“First Officer Zadair,” I transmitted, “report! Why hasn’t the crew abandoned ship?”
“They’re waiting for you to get into your pod, Sir. Nothing I can do. Their minds are made up. They aren’t leaving without you.”
Touching, I thought.
When the battle was over, I planned on giving each of them some serious disciplinary attention. I’d teach them not to disobey a direct order. For now, I guessed I’d have to keep them alive if I wanted to kick their asses later, after I’d finished what I stayed behind to do.
A few taps on the tactical display brought up the automatic weapons system. It wasn’t as accurate or intuitive as what a real person could do, but it would suffice. The Federation had found it fit to bless me with enough firepower to take on four or five of our own vessels.
I grasped the edge of my seat. It felt like the universe was tipping and starting to slide. I tried to force myself to focus—to get back to the mission. I closed my eyes and took a deep breath as another unseen wave passed through me.
After-effects of portal travel, I told myself. I wasn’t a doctor, but it made sense. Entering hyperspace was the only thing I’d done differently than in my previous missions. My only hope was that when—or if—I got out of hyperspace the weird dizziness would stop. If not, then I knew the doctors back home could fix me up.
My missiles hit first. There were no explosions, huge flashes of light, or slowly expanding clouds of bug-debris. Instead, two of the six Xeno vessels veered off-course. I’d broken whatever had kept them pointed at the Revenge.
According to the tactical display, the first two had been hulled but not badly enough to destroy or even dissuade them.
An icon on the tactical display began flashing, indicating activation of the point-defense systems. The Type-3s had begun to fire at maximum range. They blasted the leading edge of the missiles every tenth of a second with x-ray lasers, each shot removing about an inch of carapace with every impact.
One missile was hulled. Somewhere deep in the bug’s guts, a fuel cluster had probably broke, burning the creature from the inside. The rest began to spin, spreading out the damage.
I cursed, activated the Type-1s as point-defense, and grabbed the straps holding me to the chair. I braced for impact and was disappointed with the results. I barely felt them and had to check the sensors to see if I’d damaged all the missiles badly enough that they broke up on impact.
They hadn’t. Instead of penetrating the hull and chewing it up from the inside, they’d alighted and were now crawling along the exterior toward the big Type-1s. I cursed and tried to force the point-defense to target them, but the Type-3s weren’t designed to shoot things off the hull. If the bugs made it to the big guns, there’d be no way I’d have enough firepower to fight them.
A thought occurred to me.
Battles are lost because commanders are either incapable or unwilling to think outside of their training.
I had enough firepower to take the enemy on. I even had a decent chance of winning. I just had to think.
Then it came to me. The powerplants charged capacitors for the weapons systems, but the weapons themselves had their own high-speed batteries. They’d only hold enough for a single shot, but it could be enough.
No more time to think about it. It was time to do something.
I took manual control of the two forward Type-3s, checked to make sure their capacitors were full, and detached them from the hull. The guns floated slowly as I reactivated the point-defense and waited.
Four seconds later, the gun on the starboard side fired once, hulling one of the bug-ships on that side. But the starboard one was spinning the wrong direction. It would be several minutes before it made a complete revolution. By then it would be all over.
It was time, and I was ready. I designated targets, switched half of the point-defense to active attack, and sent another silent thought to the Void Gods. It felt good to do so. Unnaturally good. Joker’s prayers had obviously rubbed off on me, and all those indoctrination sessions in the colonel’s office must have filtered into my mind. Even so, a quick prayer to some other power was as good a hope as any, given my current circumstances.
I disabled the safeties on the navigation system and set the Revenge’s destination as the slightly larger of the two Xeno ships headed our way. With the safeties disabled, our captured Xeno vessel would do its best to obtain the same position in space as our attackers. End result? A glorious explosion of powerplants and bug guts.
The First Officer shouted something in my ear, but I ignored him and focused on the task at hand. I couldn’t deploy the Burner against them. The device was designed to work on planets. It was also designed to be deployed into a gravity well. I couldn’t even aim it properly. If I survived this somehow and got back home, I planned on addressing that small oversight.
Now, it was time to save my crew.
“On my way, you disobedient assholes!” I roared into the ship-wide comms. I was touched by their gesture, but it wasn’t proper for me to come right out and say it. I was the ship’s captain, after all.
My pod was a short run from the bridge. I never thought I’d use it. Nobody ever thought they would, but Federation troops trained constantly on all the equipment we were expected to operate. Even escape pods.
I slapped the control panel on the circular hatch our techs had installed. The bulkhead irised open with a high-pitched hiss. I hesitated. The automatic fire of the ship’s weapons wasn’t very accurate. At best, they’d get one pass at our enemy and maybe score five or six hits on a single ship.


> Task instructions
Within these entries, which lines include the string "commit"? Copy each one.

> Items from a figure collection
'''
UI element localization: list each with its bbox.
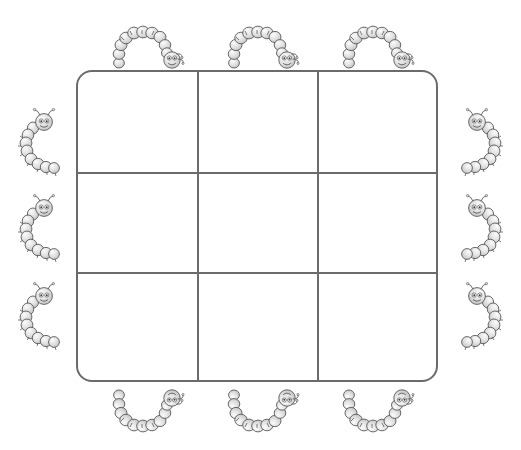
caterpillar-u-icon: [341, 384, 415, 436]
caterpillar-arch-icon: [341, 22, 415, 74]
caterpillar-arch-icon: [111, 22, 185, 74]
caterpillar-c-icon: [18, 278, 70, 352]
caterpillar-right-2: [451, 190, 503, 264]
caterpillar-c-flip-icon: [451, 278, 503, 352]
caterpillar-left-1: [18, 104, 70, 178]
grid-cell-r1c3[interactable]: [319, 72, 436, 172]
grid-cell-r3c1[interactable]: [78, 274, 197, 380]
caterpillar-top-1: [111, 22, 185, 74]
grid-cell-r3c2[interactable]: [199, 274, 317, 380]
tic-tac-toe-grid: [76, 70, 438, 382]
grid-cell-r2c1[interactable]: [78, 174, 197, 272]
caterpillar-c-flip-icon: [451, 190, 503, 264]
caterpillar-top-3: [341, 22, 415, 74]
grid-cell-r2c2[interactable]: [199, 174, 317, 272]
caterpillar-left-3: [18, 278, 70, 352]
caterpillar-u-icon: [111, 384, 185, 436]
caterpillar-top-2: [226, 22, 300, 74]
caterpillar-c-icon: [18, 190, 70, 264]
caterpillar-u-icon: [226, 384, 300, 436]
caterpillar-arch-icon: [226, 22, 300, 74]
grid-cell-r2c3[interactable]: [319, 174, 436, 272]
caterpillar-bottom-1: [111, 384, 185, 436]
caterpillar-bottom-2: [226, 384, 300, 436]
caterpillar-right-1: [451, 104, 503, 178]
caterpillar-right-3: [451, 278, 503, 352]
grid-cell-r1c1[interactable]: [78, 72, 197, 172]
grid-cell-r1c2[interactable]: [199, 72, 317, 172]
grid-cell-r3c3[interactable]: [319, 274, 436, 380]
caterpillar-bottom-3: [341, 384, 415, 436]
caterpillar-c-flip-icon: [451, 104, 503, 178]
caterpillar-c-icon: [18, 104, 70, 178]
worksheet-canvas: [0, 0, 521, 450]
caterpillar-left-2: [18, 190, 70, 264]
'''
'''
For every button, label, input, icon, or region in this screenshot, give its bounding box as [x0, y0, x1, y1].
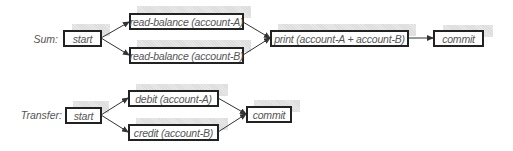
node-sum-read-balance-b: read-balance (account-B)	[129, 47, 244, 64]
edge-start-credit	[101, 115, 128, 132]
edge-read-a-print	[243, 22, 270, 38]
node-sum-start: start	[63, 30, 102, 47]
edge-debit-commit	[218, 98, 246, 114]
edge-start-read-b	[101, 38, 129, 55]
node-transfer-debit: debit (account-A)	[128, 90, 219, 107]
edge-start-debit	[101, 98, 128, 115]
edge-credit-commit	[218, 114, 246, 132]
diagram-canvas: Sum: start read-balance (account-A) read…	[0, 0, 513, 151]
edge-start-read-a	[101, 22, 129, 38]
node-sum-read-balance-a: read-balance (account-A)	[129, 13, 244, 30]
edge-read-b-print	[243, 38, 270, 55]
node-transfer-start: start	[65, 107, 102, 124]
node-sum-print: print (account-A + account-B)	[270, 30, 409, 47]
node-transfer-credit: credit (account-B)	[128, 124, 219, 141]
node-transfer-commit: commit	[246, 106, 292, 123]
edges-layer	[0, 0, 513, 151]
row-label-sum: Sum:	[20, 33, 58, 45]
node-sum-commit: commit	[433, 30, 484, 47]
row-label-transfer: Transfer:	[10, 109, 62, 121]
'''
> Answer box
edge-debit-commit	[218, 98, 246, 114]
edge-credit-commit	[218, 114, 246, 132]
node-transfer-commit: commit	[246, 106, 292, 123]
node-sum-commit: commit	[433, 30, 484, 47]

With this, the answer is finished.